Finally, the skin would be hung and, only then, would the real shape and color of the building revealed. It was never really what it looked like while it as going up – the architects played with shapes and forms, adding extra corners and geometric sleights of hand. The final form was always a gigantic pleasant surprise.

Those were exciting, innocent days. Now, looking at the buildings bring back those memories. I can see, in my imagination, beyond the glass and stone cladding to the hidden skeleton of these skyscrapers, remember when the supporting framework was fresh and exposed.

Three skyscrapers from Klyde Warren Park, Dallas, Texas

Three skyscrapers from Klyde Warren Park, Dallas, Texas



The three towers to the east

The Chase Tower
2200 Ross – 1987
– I recently took photos of a helicopter making a delivery here.

People call this one the building with a hole in it. On the 40th floor is a skylobby that offers good views of the Uptown area of the city – I haven’t visited this, but would like to. I watched it get started but was working out in Garland before it was finished. The skyscraper was designed by SOM and is 738 feet tall with 55 stories, making it the 4th tallest building in Dallas.

San Jacinto Tower
2121 San Jacinto – 1982

This is the tan triple building in the center. I watched this one go up in detail. While it was being built it was not obvious that it would have that unique, triple structure – the effect was made with add-ons at the end. The building is 456 feet tall and is 33 stories, making it the 20th tallest building in Dallas.

Trammell Crow Center
2001 Ross – 1985

This one was really cool to watch. It was very close to where I worked and was clearly visible outside a window near my cube. Although I left downtown before it opened, I did see all the visible construction right in front of my eyes. The skyscraper is Post Modern in styling and is 686 feet tall with 50 stories. The Trammel Crow Center is the 6th tallest building in Dallas and is named after its principal tenant.
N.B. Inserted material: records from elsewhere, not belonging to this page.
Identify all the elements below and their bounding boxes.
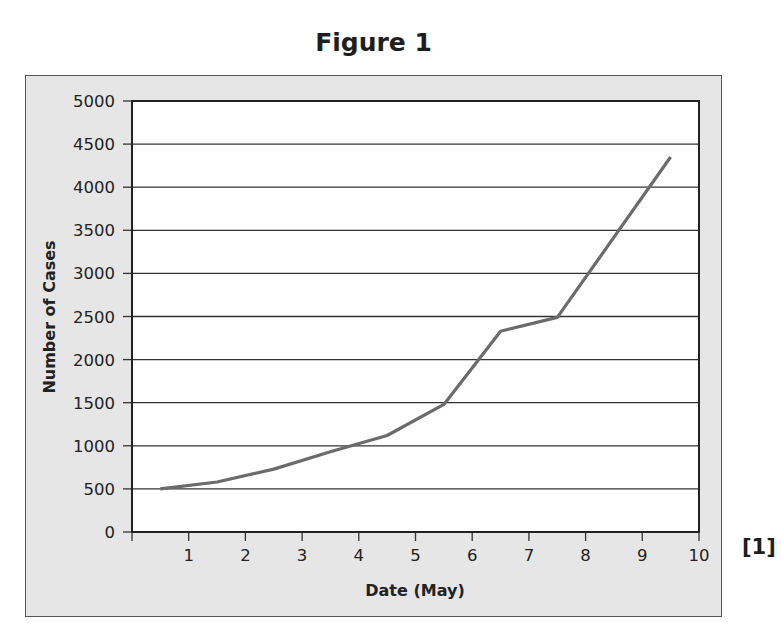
x-tick-label: 4 [354, 546, 365, 565]
x-tick-label: 7 [524, 546, 535, 565]
x-tick-label: 8 [580, 546, 591, 565]
x-axis-ticks: 12345678910 [132, 532, 710, 565]
x-tick-label: 6 [467, 546, 478, 565]
x-tick-label: 10 [689, 546, 710, 565]
x-axis-label: Date (May) [365, 581, 464, 600]
y-tick-label: 1000 [73, 437, 115, 456]
y-tick-label: 0 [105, 523, 116, 542]
x-tick-label: 5 [410, 546, 421, 565]
line-chart: 0500100015002000250030003500400045005000… [0, 0, 781, 642]
x-tick-label: 1 [183, 546, 194, 565]
y-tick-label: 4000 [73, 178, 115, 197]
y-tick-label: 4500 [73, 135, 115, 154]
y-tick-label: 2000 [73, 351, 115, 370]
y-tick-label: 1500 [73, 394, 115, 413]
x-tick-label: 2 [240, 546, 251, 565]
y-tick-label: 5000 [73, 92, 115, 111]
x-tick-label: 3 [297, 546, 308, 565]
x-tick-label: 9 [637, 546, 648, 565]
y-tick-label: 500 [84, 480, 116, 499]
y-tick-label: 3500 [73, 221, 115, 240]
y-axis-label: Number of Cases [40, 240, 59, 393]
marks-label: [1] [742, 535, 776, 559]
y-tick-label: 2500 [73, 308, 115, 327]
y-tick-label: 3000 [73, 264, 115, 283]
y-axis-ticks: 0500100015002000250030003500400045005000 [73, 92, 132, 542]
Three more skyscrapers from Klyde Warren Park, Dallas, Texas

Three more skyscrapers from Klyde Warren Park, Dallas, Texas

To the west are three more:

Lincoln Plaza
500 N. Akard – 1984

This triangular building went up on the site of the old YMCA – I watched them implode that building. It has a cool upper-crust restaurant (Dakota’s) in the basement – you go into an elevator sticking up in the sidewalk to get down to it. Lincoln Plaza is 579 feet high with 45 stories, and is the 13th tallest building in Dallas.

These last two flank Thanksgiving Square – one of my favorite spots back in the day. It’s getting a little run-down and forgotten now – but in the early 80’s it was the place to hang out for lunch on a warm spring day.

Energy Plaza
1601 Bryan – 1983

This is another building that I watched with interest – it ended up looking a lot different than I thought. I.M. Pei & Partners designed this 49 story building located on the north side of Thanksgiving Square. On top of the tower is a triangular communications tower that is modeled after the Eiffel Tower — only smaller and three sided. Energy Plaza is the 9th tallest building in Dallas and with a height of 629 feet.

Thanksgiving Tower
1601 Elm – 1982

The rearmost of these three is Thanksgiving Tower. This was was almost finished when I started working in Dallas – I was there when it opened. This 50 story all glass skyscraper faces into Thanksgiving Square. Thanksgiving Tower is 645 feet high and is the 8th tallest building in Dallas. If you look at it you can see the the distinctive reflection of Republic Center Tower – a skyscraper that has been there since 1954 – ancient by Dallas Standards.

Commuter Bike and Reunion Tower

My rebuilt commuter bike,and Reunion Tower. Taken from the abandoned parking garage next to where Reunion Arena used to be. Dallas, Texas

My commuter bicycle with Reunion Tower in the background

My commuter bicycle with Reunion Tower in the background

I think this video is taken from the exact spot that my bicycle is leaning in the photo.

Hyatt at Dawn

Dallas downtown Hyatt Regency and Reunion Tower at dawn – taken during the morning Dallashenge.

Dallas Downtown Hyatt Regency at dawn.

Dallas Downtown Hyatt Regency at dawn.

Magazine Street at Sunset

“There is something strange about agony; the memory of it can be terribly short-lived when the contrast of revival and a pretty spring afternoon have dispelled the regrets. One drink of vodka in a cheerful glass, in the company of good poetry and the scent of blossoms and earth might entice the most well intended to forgo promise of atonement until a worse time. I have at times been just less than amazed how one drink merges with the second, where at some unknown point a mental transformation sets in. I have never been able to ascertain at what point that is–not precisely–and I have been conscious of trying to catch that moment, to try and understand it, to try and prevent it from happening, or at least have a fair chance to decide whether or not to cross over into that other realm. Such an elusive thing, this is.”
― Ronald Everett Capps, Off Magazine Street

When you talk to someone that has visited New Orleans, they will tend to say, “Yeah, I’ve been there, I walked up and down Bourbon Street.” On our last trip, we spent a week in New Orleans and I never set foot on Bourbon. It’s all tourist, all the time, in a bad way. Trash tourist.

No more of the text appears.